Future Wheat Prices Rise on Countries Boost Inventories

Written By mine on Jumat, 11 Februari 2011 | 22.10

Prices wheat futures rose to a 29-month high on signs that countries are boosting grain inventories after food inflation spurred unrest in North Africa. Wheat futures for March delivery rose 15.5 cents, or 1.8 percent, to $8.745 a bushel at 1:15 p.m. on the Chicago Board of Trade. Earlier, the price touched $8.8075, the highest for a most-active contract since Aug. 25, 2008.

Egypt, the world?s biggest importer, bought 55,000 metric tons from the U.S. in a tender on Feb. 5. Iraq, Turkey, Bangladesh and Algeria have issued tenders since Feb. 6, and Iran and Saudi Arabia may be in the market ?soon,? the CME Group Inc. said in a report on its website.

?We had all these tenders that showed up over the weekend,? said Jeff McReynolds, the owner of McReynolds Marketing and Investments in Hays, Kansas. ?It still shows a lot of demand showing up in the world market, and it hit all at once.?

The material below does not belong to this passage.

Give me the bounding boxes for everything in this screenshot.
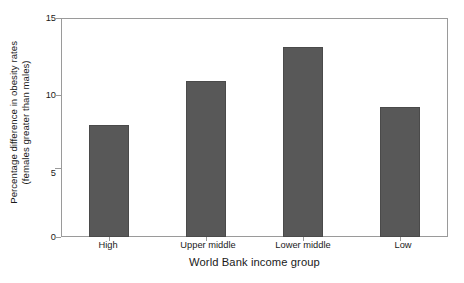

Prices surged 81 percent in the past year as drought slashed supplies in Russia and floods eroded crops from Canada to Australia. Tens of thousands of Egyptian protesters have rallied in the streets, chanting that the government is ?illegitimate? as surging food costs and high unemployment sparked unrest.

Wheat was the fourth most-valuable U.S. crop in 2009 at $10.6 billion, behind corn, soybeans and hay, government data show.

German wholesale prices have surged back to the peak they reached in July 2008, nearly three years ago before the worldwide financial crisis, statisticians said Friday.

In related news, German farmers say they have already sold about half the wheat they expect to harvest in August.

Millers are buying the wheat in advance to beat the rush as world commodity prices race ahead. The farmers reported the sales in a survey by an national agricultural research organization, DLG, based near Frankfurt.

DLG markets tracker Mechthilde Becker-Weigel said wheat futures were now back to the record level of 2008 on the back of high demand from North African nations and China and a slump in Russian exports.

The Federal Statistics Office said overall wholesale prices paid by merchants and industry in Germany had jumped 1.2 per cent, month on month, in January, and were now equal to the old, 2008, record.

Grain, seeds and fodder were the fastest-rising price group, up 71 per cent in the space of a year, the statisticians said.